A product manager spends three weeks deep in a feature. Grooming after grooming. Stakeholder calls where the requirements shift just enough to matter. Edge cases nobody saw coming until the third round of testing. By the end, they can tell you why a particular field is optional instead of mandatory, which stakeholder pushed for that change and what breaks downstream if you get it wrong. 

And it isn't just the PM. Every role carries part of the picture: the tech lead remembers why an integration pattern was chosen, QA knows the edge cases, the architect understands upstream constraints and business stakeholders understand the trade-offs that shaped the feature.

Development finishes. QA signs off. Everything passes in staging.

Then the feature waits.

It waits because the next release window is six weeks out. It waits because another team has not finished their piece. It waits because production deployments in large enterprises get treated like surgery, not routine.

By then, everyone has moved on. New sprint, new grooming sessions, a completely different feature filling their head. Nobody is thinking about this feature anymore, and it has not seen a single real user. That is exactly when it becomes dangerous.

The cost nobody measures

People frame stale features as a technical risk. Code diverges, merge conflicts pile up, regression gets heavier the longer something sits. Engineers know that pain, and teams have learned how to manage those technical costs.

The cost nobody talks about is cognitive. Knowledge management researchers have a name for what the team builds during those weeks: tacit knowledge, the kind Michael Polanyi summed up as "we know more than we can tell." It goes well beyond any Jira ticket or Confluence page. It includes the trade-offs, assumptions, rejected alternatives and informal agreements that shaped the feature but rarely make it into formal documentation.

All of that starts fading the moment people switch context. Three weeks later it's hazy. Six weeks later much of it has gone. Psychologists describe this through Ebbinghaus's forgetting curve: without reinforcement, memory naturally decays.
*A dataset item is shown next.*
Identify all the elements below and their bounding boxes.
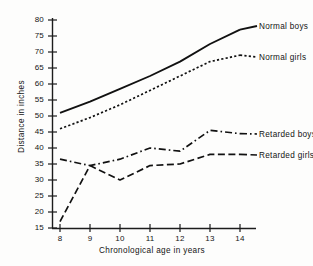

I saw this on an enterprise program where a feature cleared UAT, sat waiting for release and finally reached go-live months later. When business stakeholders questioned earlier decisions, nobody could fully explain them. The team ended up reconstructing its own reasoning from Jira comments, Slack threads and half-updated documents.

I call this context decay: the gradual loss of organizational memory between making a decision and acting on it. Delayed releases accelerate it, but so do team changes, reorganizations and vendor transitions.

The result isn't just slower deployments. Teams revisit settled decisions, introduce unnecessary changes, delay releases further and spend time rediscovering knowledge they already had.